Tel Aviv Snapshots
SoundtrackIt's the sound of a violin orchestra, playing an upwards scale, long note after note, like in a murder mystery film, a crescendo whose climax is never reached. As usual with sounds, I cannot tell from where it is coming, but it repeats again and again, throughout the morning, the same sequence. Sitting in the balcony feels like a Fellini film.
Cat
He came with the flat, and his name is Fairuz. At first I was a bit taken aback by this naming of a grey male cat after the Arab world's ageing Diva, whose bell-sound voice singing 'the flower of cities' always comes to mind when I see Jerusalem's Old City after a long absence. His gender is wrong, I muttered when introduced.
But then I relaxed. We are all allowed some gender bending, and it is undeniable: his eyes are a very beautiful turquoise.
Tiles
The ceramic floor tiles are the jewel in the crown of this 1930s block of flats. Very typical of old Tel Aviv, they are neither Berlin modernism nor Levant Orientalism, but somehow fit both, that strange melange that is the spirit of this city. The tiles come in two types: mustard yellow with black lines, like tiger skin, and white-black-red-green geometric patterns in the long corridor, a beautiful vista stretching before those who keep their toilet door open as they sit to contemplate.
In the morning the sunshine comes through the kitchen window and warms a patch of tiles in front of the sink; the right moment to wash the dishes.
Dinner
We eat on small plastic table mats, to protect the wooden table from our olive-oil addiction. The usual resident of the flat bought these plastic mats in Nepal: one shows Katmandu sights, and the other features the royal family, King, Queen and three prnces, all slain in the 2001 palace attack defined in Wikipedia as a case of Fratricide, patricide, sororicide, regicide, matricide, mass murder, massacre, and suicide attack.
It is unnerving to put one's plate on murdered royals. Not even the Bolsheviks did that with Tsar Niccolai's family, I think. I find myself hyptonised by the concealed smile of her royal highness beautiful princess Shruti, and the uncanny innocence of her brother the boy prince Nirajan. Why we haven't put them away yet, this decor pieces of aristocratic horror, I do not quite know.
Decay
The kitchen's ceiling is disintegrating: little white pieces of paint and wall find their way to the stove, landing in our rice and lentils dishes, our chard and peppers stir-fry.

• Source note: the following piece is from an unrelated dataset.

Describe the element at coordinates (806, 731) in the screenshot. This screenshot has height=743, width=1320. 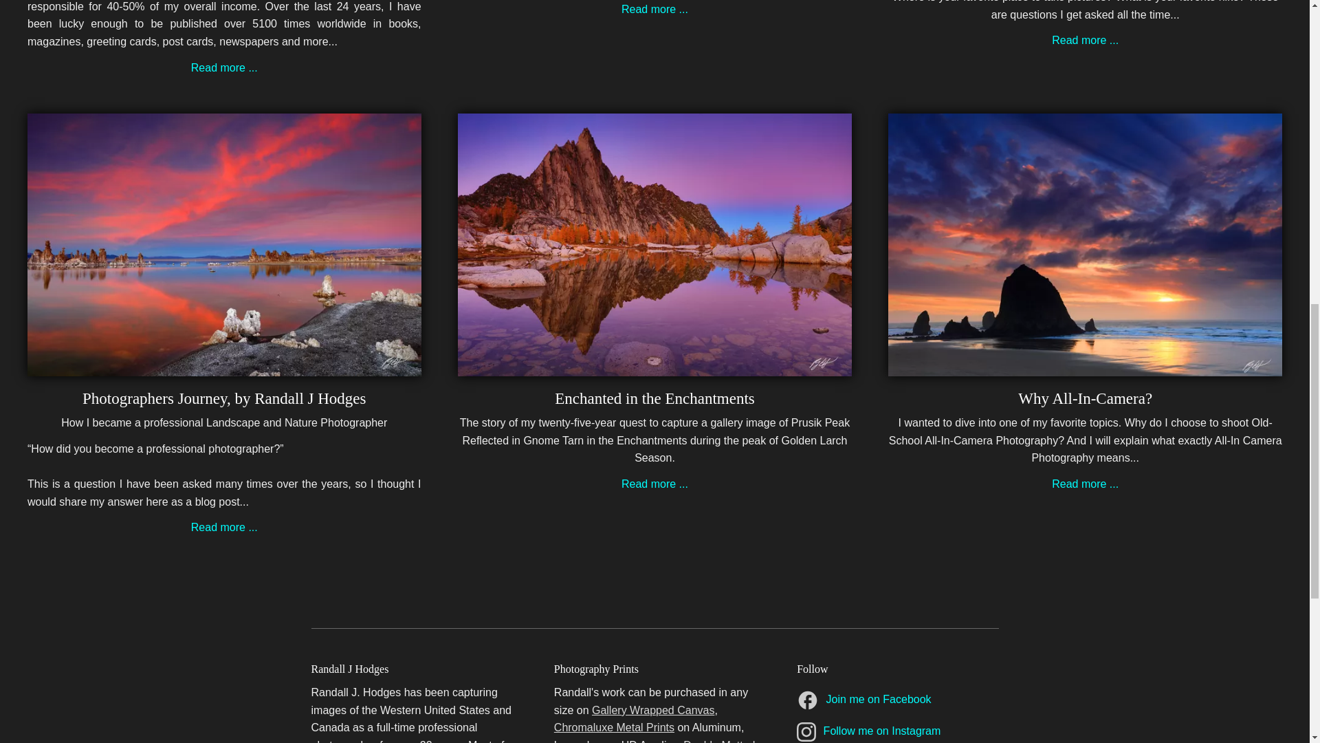
I see `Instagram icon` at that location.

I try to remember to keep the lid on; I like this decaying city, but not as part of my dinner.
For Tel Aviv, crumbling is a way of life. No matter how many layers of paint, how many plans of conservation and revival, the humid sea air will prevail. This is a city of fantasies, always have been - Art Deco orientalist palaces, Bauhous socialist blocks of flats, and nowadays millioners' tower blocks; but the moist breeze breathes salt on all of them, and Tel Aviv crumbles, immediately, continuously.
2 Comments:
Hey Mink-
I have to add this link to my blogroll now that you are out of london. I wanted to be really pretentious and ask if you could write the name of your blog in hebrew for me so i could have a hebrew language link on my blogroll, but i guess that doesn't make sense since your blog is in English.
Anyway, hope you are well and glad to see you are posting regularly.
ok niki so i decided to go for the trilingual heading format - although it's going to stay in English.
We recently visited (Jewish) friends whose 8 year-old daughter goes to a Jewish-Arab school. She can speak both languages but can't understand English, and constantly demanded that we stop "talking secrets".
I told her F. can't speak Hebrew or Arabic. She said F. should start with Arabic because it's easier. The only difficult thing, she said, was getting the rolling R pronounciation right.